The U.S. ordered six airlines to provide planes to fly Americans and Afghan allies fleeing Kabul, picking them up from airbases outside Afghanistan.
Defense Secretary Lloyd J. Austin III has ordered six commercial airlines to provide passenger jets to help with the growing U.S. military operation evacuating Americans and Afghan allies from Kabul, the Afghan capital, the Pentagon said on Sunday.
Austin activated Stage 1 of the Civil Reserve Air Fleet, created in 1952 after the Berlin airlift, to provide 18 airliners to help ferry passengers arriving at bases in the Middle East from Afghanistan, John F. Kirby, the Pentagon spokesman, said in a statement.
The current activation is for 18 planes: four from United Airlines; three each from American Airlines, Atlas Air, Delta Air Lines and Omni Air; and two from Hawaiian Airlines.
The Pentagon does not anticipate a major impact to commercial flights, Kirby said.
Civilian planes would not fly into or out of Kabul, where a rapidly deteriorating security situation has hampered evacuation flights. Instead, commercial airline pilots and crews would help transport thousands of Afghans who are arriving at U.S. bases in Bahrain, Qatar and the United Arab Emirates.

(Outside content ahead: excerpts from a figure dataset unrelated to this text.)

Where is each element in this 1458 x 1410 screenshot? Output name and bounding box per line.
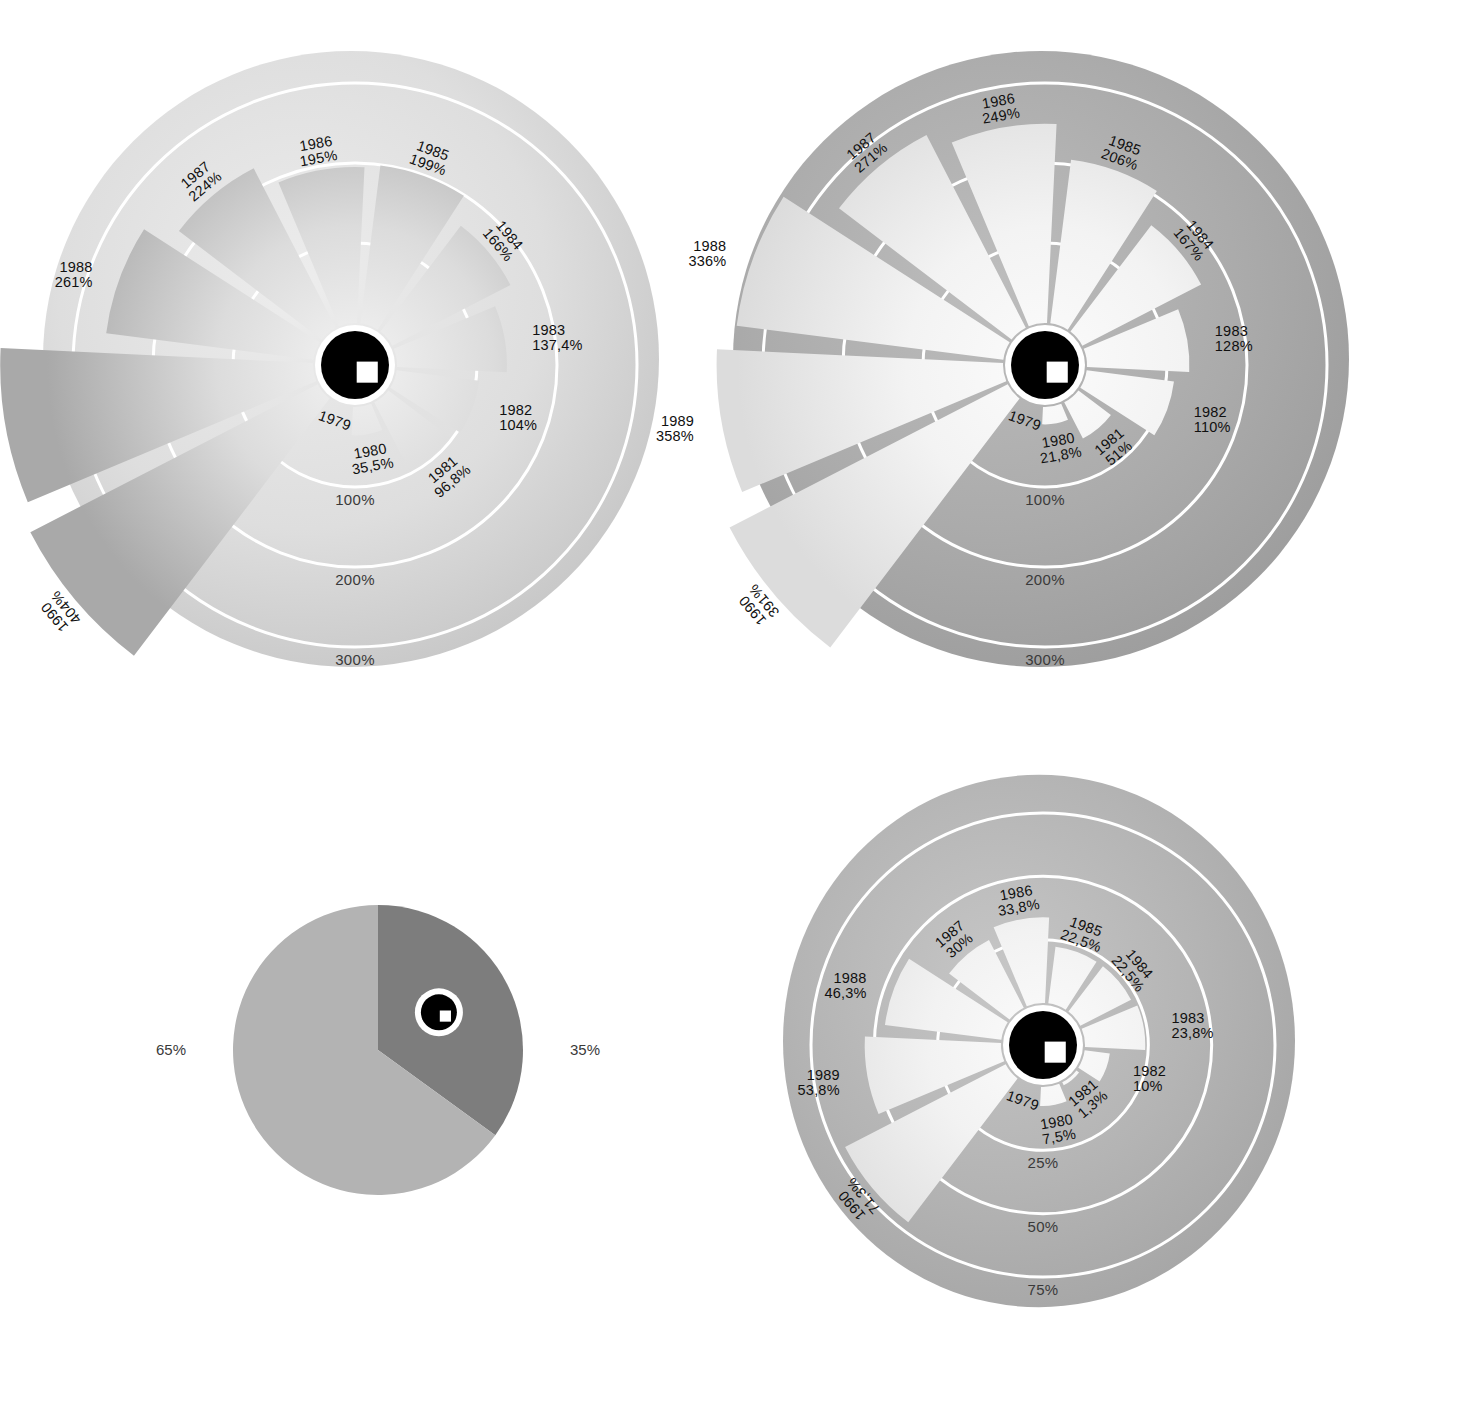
wedge-label-year: 1988 (834, 970, 867, 986)
wedge-label-1988: 1988336% (688, 238, 726, 269)
radial-tick-200pct: 200% (1025, 571, 1065, 588)
wedge-label-value: 110% (1194, 419, 1231, 435)
wedge-label-value: 46,3% (825, 985, 867, 1001)
polar-chart-top-left: 1979198035,5%198196,8%1982104%1983137,4%… (0, 0, 740, 790)
wedge-label-1980: 19807,5% (1038, 1111, 1077, 1147)
infographic-canvas: 1979198035,5%198196,8%1982104%1983137,4%… (0, 0, 1458, 1410)
hub-white-square (357, 362, 378, 383)
wedge-label-1988: 1988261% (55, 259, 93, 290)
wedge-label-value: 10% (1133, 1078, 1163, 1094)
wedge-label-value: 53,8% (798, 1082, 840, 1098)
radial-tick-25pct: 25% (1028, 1154, 1059, 1171)
chart-hub-logo (1005, 325, 1085, 405)
wedge-label-1983: 1983128% (1215, 323, 1253, 354)
wedge-label-value: 128% (1215, 338, 1253, 354)
hub-white-square (1045, 1042, 1066, 1063)
wedge-label-1989: 1989358% (656, 413, 694, 444)
hub-white-square (440, 1011, 451, 1022)
wedge-label-year: 1983 (532, 322, 565, 338)
wedge-label-year: 1982 (499, 402, 532, 418)
radial-tick-100pct: 100% (1025, 491, 1065, 508)
wedge-label-value: 358% (656, 428, 694, 444)
hub-black-disc (1009, 1011, 1077, 1079)
wedge-label-1982: 198210% (1133, 1063, 1166, 1094)
chart-hub-logo (315, 325, 395, 405)
hub-black-disc (1011, 331, 1079, 399)
radial-tick-300pct: 300% (335, 651, 375, 668)
hub-black-disc (321, 331, 389, 399)
hub-white-square (1047, 362, 1068, 383)
polar-chart-bottom-right: 197919807,5%19811,3%198210%198323,8%1984… (720, 770, 1458, 1410)
wedge-label-year: 1982 (1194, 404, 1227, 420)
wedge-label-year: 1989 (807, 1067, 840, 1083)
wedge-label-year: 1983 (1215, 323, 1248, 339)
wedge-label-year: 1988 (693, 238, 726, 254)
pie-label-right: 35% (570, 1041, 600, 1058)
polar-chart-top-right: 1979198021,8%198151%1982110%1983128%1984… (700, 0, 1458, 790)
wedge-label-value: 336% (688, 253, 726, 269)
radial-tick-200pct: 200% (335, 571, 375, 588)
radial-tick-50pct: 50% (1028, 1218, 1059, 1235)
wedge-label-value: 104% (499, 417, 537, 433)
wedge-label-1982: 1982110% (1194, 404, 1231, 435)
radial-tick-300pct: 300% (1025, 651, 1065, 668)
wedge-label-year: 1983 (1171, 1010, 1204, 1026)
chart-hub-logo (415, 988, 463, 1036)
hub-black-disc (421, 994, 457, 1030)
radial-tick-75pct: 75% (1028, 1281, 1059, 1298)
chart-hub-logo (1003, 1005, 1083, 1085)
wedge-label-value: 23,8% (1171, 1025, 1213, 1041)
wedge-label-value: 137,4% (532, 337, 582, 353)
wedge-label-year: 1982 (1133, 1063, 1166, 1079)
wedge-label-1982: 1982104% (499, 402, 537, 433)
pie-chart-bottom-left: 65%35% (120, 850, 640, 1250)
wedge-label-year: 1989 (661, 413, 694, 429)
radial-tick-100pct: 100% (335, 491, 375, 508)
pie-label-left: 65% (156, 1041, 186, 1058)
wedge-label-year: 1988 (60, 259, 93, 275)
wedge-label-value: 261% (55, 274, 93, 290)
pie-slices (233, 905, 523, 1195)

The commercial airlines would ease the burden on those bases, which are filling up rapidly as the Biden administration rushes to increase the number of flights for thousands of Afghans fearing reprisals from Taliban fighters.

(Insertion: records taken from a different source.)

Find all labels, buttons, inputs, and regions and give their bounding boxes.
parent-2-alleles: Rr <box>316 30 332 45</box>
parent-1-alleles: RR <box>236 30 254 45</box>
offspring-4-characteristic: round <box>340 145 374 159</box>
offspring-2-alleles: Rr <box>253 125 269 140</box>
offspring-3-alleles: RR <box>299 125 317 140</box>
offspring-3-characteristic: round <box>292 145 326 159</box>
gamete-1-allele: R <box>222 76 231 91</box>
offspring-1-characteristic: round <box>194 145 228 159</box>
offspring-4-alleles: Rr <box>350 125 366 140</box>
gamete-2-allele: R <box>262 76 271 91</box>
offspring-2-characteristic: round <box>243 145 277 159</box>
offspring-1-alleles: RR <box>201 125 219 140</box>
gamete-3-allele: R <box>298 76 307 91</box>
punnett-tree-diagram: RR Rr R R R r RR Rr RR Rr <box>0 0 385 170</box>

From the bases in the Middle East, the airliners would augment military flights carrying Afghans to Germany, Italy, Spain and other stops in Europe, and then ultimately to the United States for many of the Afghans, officials said.
This is just the third time that the reserve air fleet has been activated.
The first was during the Persian Gulf war (from August 1990 to May 1991). The second was during the Iraq war (from February 2002 to June 2003).
The military’s Transportation Command issued a warning order to major airlines on Friday night that some of their fleets might be needed for the evacuation effort, according to Capt. John Perkins, a command spokesman.
For the evacuation mission, one of the largest the Pentagon has ever conducted, the military has expanded beyond its fleet of C-17s, the cargo plane of choice in hostile environments, to include giant C-5s and KC-10s, a refueling plane that can be configured to carry passengers.